We messed up and it’s my fault

We messed up yesterday.

An errant script by one of our customers created a mail loop that brought our encrypted email platform to its knees. While it’s certainly not the first time a customer has created a mail loop, this one in particular included a 5MB attachment. That attachment was sent tens of thousands of times, over and over again, all within a tight timeline.

The service interruption was isolated to Paubox Encrypted Email customers. Customers using Paubox Marketing, Paubox Email API, and Inbound Security (part of Paubox Email Suite Plus & Premium) were not affected.

To be clear, yesterday’s service interruption was not caused by a breach or our systems being hacked.

 

Here’s what happened

At 6:44 AM PST, several instances (i.e. servers) we use for Paubox Encrypted Email sent off internal alarms of being dangerously low on disk space.

The aforementioned 5MB mail loop was exponentially growing in our mail queues, which reside on hard drives in the cloud. After each round of upsizing disk space for our encrypted email cluster, they would fill up again within 30 minutes of each upsize.

Normally when an email is sent, it and any attachments get removed from the mail server’s queue, thus freeing up disk space. During yesterday’s mail loop however, our mail queues kept filling up, unable to keep up with the mail loop.
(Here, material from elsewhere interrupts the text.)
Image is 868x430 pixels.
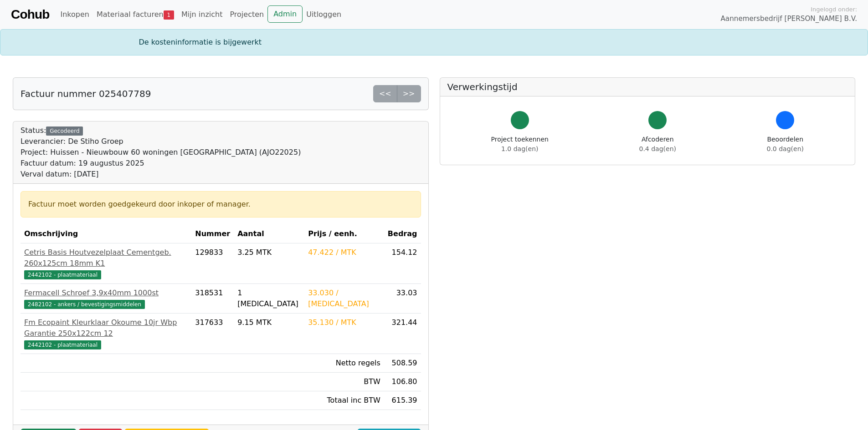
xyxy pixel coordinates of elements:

Approximately four hours after our internal alarms started going off, I got in touch with the customer who had mistakenly created the mail loop.

After confirming it was in fact a mail loop on their end, we removed all existing mail loop messages from our mail queues. We then massively upsized CPU and RAM for our entire mail cluster so that the backlog would get processed faster.

While many emails were delayed by hours yesterday, we do not have any reports of emails that never arrived at their destination.

 

Whose fault was it?

As Founder CEO of Paubox, I take full responsibility for this.

Our ambition is to become the market leader for HIPAA compliant email. As such, our customers must trust and depend on Paubox to encrypt and deliver their email.

This is a big deal to me. I apologize for the stress and problems we caused our customers yesterday.

 

What are we doing about it?

Here’s what we’re doing about yesterday’s mess.

Scaling infrastructure. First, we must continue to scale our email infrastructure. This involves more machines, faster machines, and better methods of automatically detecting and stopping mail loops. We will be looking at Email AI for this.

Free Phone Support. We have struggled for years on what to do about phone support. On one hand, customers really enjoy speaking to a person when things go wrong or they get stuck.

On the other, a bad actor can call Support, impersonate a customer, and gain access to highly sensitive data. How do we know who we’re speaking to is indeed a customer? This gets especially tricky as the customer gets larger.

Starting Monday however, we will have someone dedicated to answering the phone for Support during business hours (8AM – 5PM PST, Monday – Friday). It will be free for paying customers.

We will need to hire more staff to do this properly, which we will. We’ll also need to figure out a method for identifying customers, which we will.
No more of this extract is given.